Just listening to her talk about those precious books ignited a ferocious desire to read them -- not because the books had the quality "interesting" but because she was interested in them.  If you picked one up and tried to plow through it, you would be bored to tears. 

Those books engaged Norton, though.  *yes, I know Norton was a pen name.*

Good teachers are like that.  They not only know their subjects inside-out and upside-down, but they just plain and purely love the subject (whatever it is at the moment).

I was "turned on to" DOCTOR WHO in just that way.  A friend visiting me who was a fan of my novels spent several hours on my back porch enthusing over THE DOCTOR in his various incarnations.  I had to get my hands on the videotapes.  I was not disappointed! 

"Interesting" is a property of a PERSON -- not of a THING. 

My friend who turned me on to The Doctor resonated to that material because of a property of her (which I shared). 

If you (the writer) are interested in what you are writing, many of your readers will "catch" that interest from you. 

Yes, "interesting" is contagious.

You don't write "an interesting book" -- you kindle the interest of others, not by the thoughts you think but by your sizzling-hot love of those thoughts.

"Interesting" happens when reading a book because of the CONTACT (like a lit match touching a candle wick) of your inner "flame" with the reader's inert wick.  It is not "the book" which is interesting.  It is YOU.

"Interesting" is a force, an electricity, a power, that you (your personality) conducts like a copper wire conducts electricity -- just like the human Soul conducts Love.  It's pure energy -- not a property of you, or the book you write, or any physical object, and not of the thought.  "Interesting" is a force - perhaps The Force - which you conduct into reality just as you conduct Love into reality. 

And the part of YOU that ignites the reader is usually some part that you are completely unaware exists, unaware that it is conducting a charge.  (springboard = potential energy; interesting = kinetic energy)

More: the part of the reader that is kindled is a part the reader is unaware exists.

It is the lack of awareness of those energies that causes the riveting of attention we term "interest." 

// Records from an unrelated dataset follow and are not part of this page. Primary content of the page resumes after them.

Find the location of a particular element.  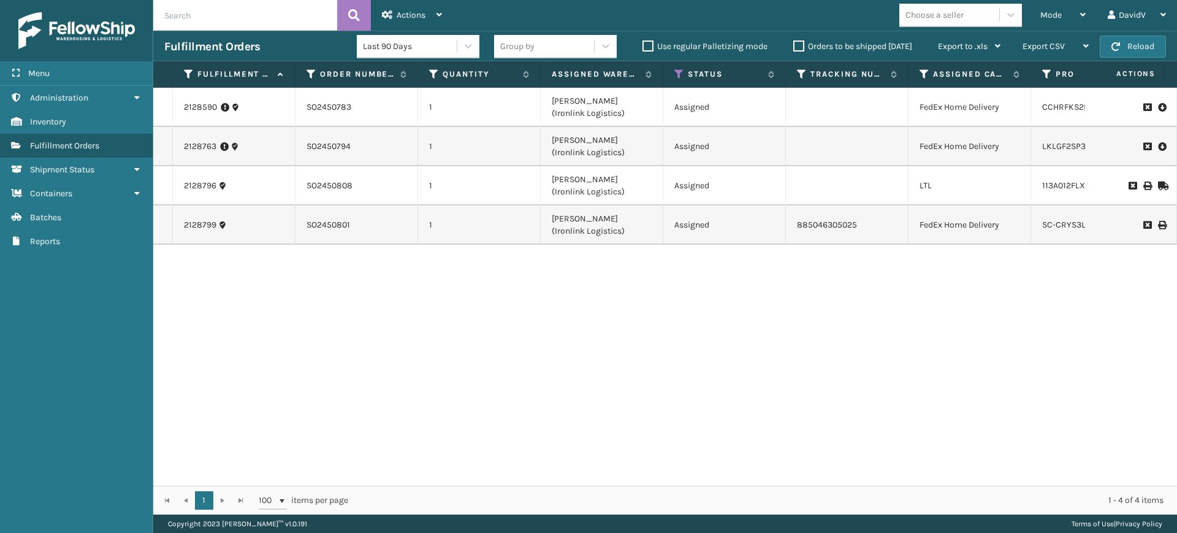

label: Use regular Palletizing mode is located at coordinates (705, 46).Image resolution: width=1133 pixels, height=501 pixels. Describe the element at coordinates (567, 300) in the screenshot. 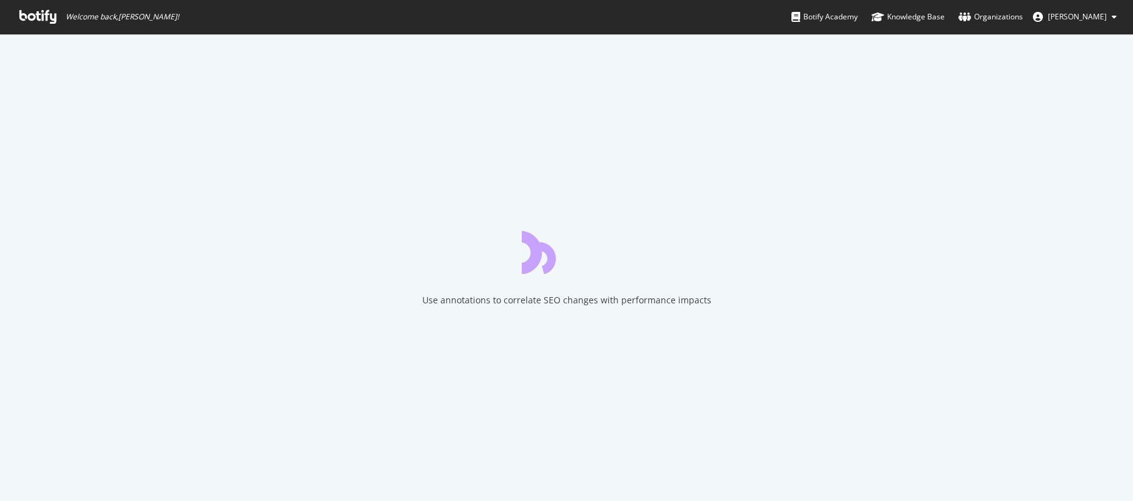

I see `div: Use annotations to correlate SEO changes with performance impacts` at that location. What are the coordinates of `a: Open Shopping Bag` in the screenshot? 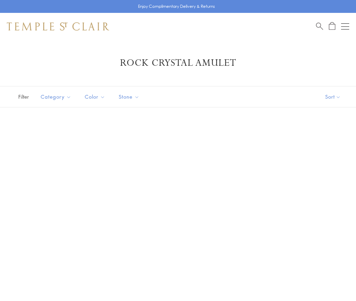 It's located at (332, 26).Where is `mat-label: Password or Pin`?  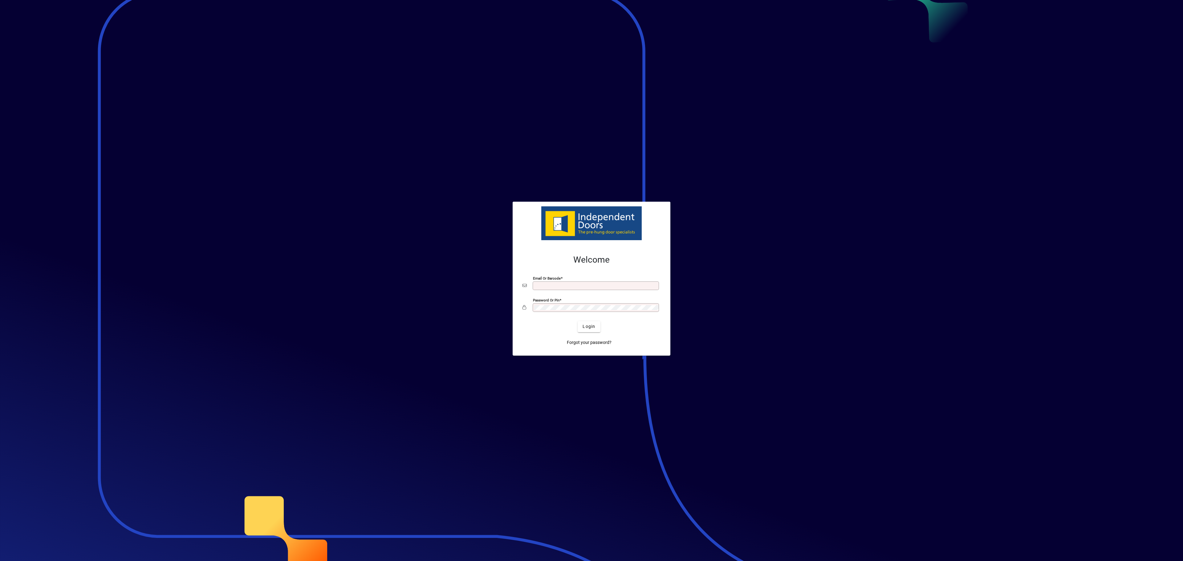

Interest is riveted just as when a person touches a "live wire" and electricity stiffens the person's body.

Just watch the practiced mom on the rainy day when the kid goes "I am bored."  She takes out a toy, (or maybe an adult book) and enthuses about it.  First thing you know, the kid is interested.  The kid has no idea WHY the kid is interested -- but the Mom has studied that kid carefully and chosen from an array of available toys that "speak" to that part of the kid that is not yet developed.  When the Mom 'closes the contact' (throws the switch inside the kid), interest happens. 

The process of personal growth -- of "going where no man has gone before" -- is what we term "interesting."  Traveling there takes energy -- that energy flows through the contact with external reality and into the person creating the potential for change, the tantalizing promise of change.

A Romance happens (Neptune - the blurring, unreality-effect of the zodiac) when two people meet and each finds within the other something that they don't know is inside themselves.

That same definition applies to frenemies, and to "Moby Dick" obsession-style Arch Enemies (Moriarty) (Darth Vader). 

Recognition of Self inside Other leading to an expansion of the definition of Self is another way of defining "interesting."  It happens when energy flows from one person to another. 

Expanding (Jupiter) is part of Maturation (Saturn), which explains why the deliberate mental gymnastic exercises necessary to expand attention-span leads to self-mastery which leads to finding absolutely everything "interesting" by becoming large enough (Jupiter) to touch things, and strong enough (Saturn) to control the in-rushing energy. 

So spend some time walking around your life looking for manifestations of that definition of "interesting" as an energy akin to Love.  We'll be using it to construct "episodic stories" and structuring "climaxes." 

We'll drill down into Springboards a bit more in the Dec. 10, 2013 post, Theme-Character Integration Part 5 - Fame and Glory - When You're Rich They Think You Really Know.